History & Origins
Diego Samuel Bermúdez is a Colombian producer from Piendamó, Cauca, who has become one of the most influential figures in the development of controlled fermentation as a specialty coffee processing methodology. He founded Finca El Paraíso on family land in Cauca, where he has spent more than a decade applying a scientific approach to post-harvest processing that has transformed how producers and roasters think about fermentation as a tool for flavor development.
Bermúdez’s background is not that of a conventional farmer. He has pursued formal study in microbiology and food science, and he applies that training directly to his processing protocols—treating fermentation as a controlled biological process with measurable variables rather than an intuitive or traditional practice. This methodology has produced coffees with flavor profiles that depart significantly from what Cauca washed lots were historically associated with, and has attracted international attention from roasters, baristas, and competition selectors.
The farm became a reference point in World Barista Championship competition when Diego’s lots were used by winning baristas. Sebastian Ramirez Gomez won the 2021 World Barista Championship using a double anaerobic Fermented Washed Pink Bourbon from Finca El Paraíso. The subsequent years have seen additional competitors source from the farm, cementing its status as a source of reliably exceptional competition-grade lots.
Terroir & Growing Conditions
Finca El Paraíso is located in the municipality of Piendamó in Cauca department, at elevations between 1,800 and 2,200 meters above sea level. The farm sits within the Macizo Colombiano highland zone, where the convergence of three Andean ranges creates a complex mosaic of microclimates, soil types, and moisture regimes.
Soils at Finca El Paraíso are volcanic in origin, well-drained, and rich in organic matter. The altitude and latitude combination produces significant temperature variation between day and night—often exceeding 15°C—which is a key driver of slow sugar development in the cherry and contributes to the dense, complex green coffee that Bermúdez’s processing then works with.
The farm grows multiple cultivars at different elevational blocks, with Pink Bourbon and Geisha occupying the highest positions. Castillo and Colombia varieties, which are disease-resistant hybrids developed by Cenicafé (Colombia’s national coffee research center), occupy mid-elevation blocks and provide volume alongside the smaller, more intensively managed lots of rarer cultivars.
Processing & Production
Diego Samuel Bermúdez’s processing approach is defined by two techniques he has developed and refined: thermal shock and precisely controlled anaerobic fermentation. These methods, applied individually or in combination, are the primary reason Finca El Paraíso’s lots perform at the level they do in competition and auction contexts.
Thermal shock processing involves exposing coffee cherries or parchment to rapid temperature changes—typically moving from warm fermentation environments to cold water immersion—at calculated intervals during the fermentation cycle.
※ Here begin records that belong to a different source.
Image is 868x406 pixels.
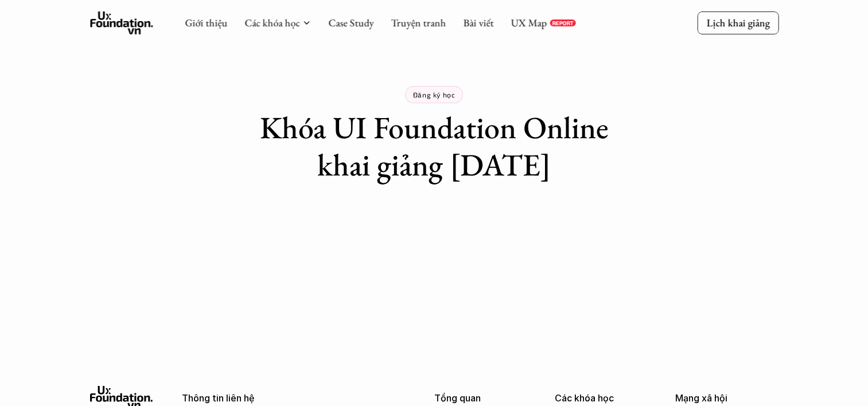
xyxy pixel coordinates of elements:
[706,16,769,29] p: Lịch khai giảng
[182,392,405,403] p: Thông tin liên hệ
[233,109,635,184] h1: Khóa UI Foundation Online khai giảng [DATE]
[434,392,537,403] p: Tổng quan
[185,16,227,29] a: Giới thiệu
[552,20,573,26] p: REPORT
[555,392,658,403] p: Các khóa học
[549,20,576,26] a: REPORT
[244,16,300,29] a: Các khóa học
[204,206,664,292] iframe: Tally form
[697,11,779,34] a: Lịch khai giảng
[391,16,445,29] a: Truyện tranh
[675,392,779,403] p: Mạng xã hội
[328,16,373,29] a: Case Study
[463,16,493,29] a: Bài viết
[413,90,456,99] p: Đăng ký học
[510,16,547,29] a: UX Map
Bermúdez has documented that this interrupts fermentation at specific microbial stages, locking in certain aromatic compounds and creating flavor stability that conventional slow fermentation does not produce.
Anaerobic fermentation at Finca El Paraíso is carried out in sealed stainless steel tanks under CO2, with precise monitoring of pH, temperature, and fermentation duration. Bermúdez tracks these variables with laboratory instruments and adjusts parameters per lot and cultivar. The double anaerobic honey process used for the 2021 WBC lot involves two consecutive sealed fermentation cycles before the coffee is moved to raised drying beds as honey-processed parchment.
Drying is conducted on raised African beds with climate monitoring, and the farm has installed covered drying infrastructure to manage humidity during the variable-weather Cauca harvest season. Post-drying rest periods are incorporated into the production schedule, with parchment rested in controlled conditions before dry milling and export.
Cup Profile & Tasting Notes
Finca El Paraíso lots are marked by intensity and precision. The double anaerobic honey Pink Bourbon that brought international attention to the farm presents with ripe tropical fruit—passion fruit, guava, and mango—layered over notes of hibiscus, strawberry, and cinnamon. The fermentation profile is present but controlled: there is complexity without instability, and the fruit notes read as enhancement of the cherry’s natural character rather than a mask for underlying flaws.
Washed lots from the farm—particularly those processed with thermal shock protocols—show a different face: cleaner, brighter, with pronounced stone fruit and citrus acidity that reflects Cauca’s terroir more directly. These lots tend to score in the 88–91 SCA range. Anaerobic naturals push higher, regularly reaching 92–94 in competition cupping.
Geisha lots from Finca El Paraíso exhibit the variety’s characteristic florality amplified by Bermúdez’s fermentation control, with jasmine and white flower notes sitting alongside a more developed tropical fruit backbone than is typical of washed Geisha elsewhere. The farm’s ongoing experimentation means its processing catalog continues to expand, with new protocol combinations appearing each harvest season.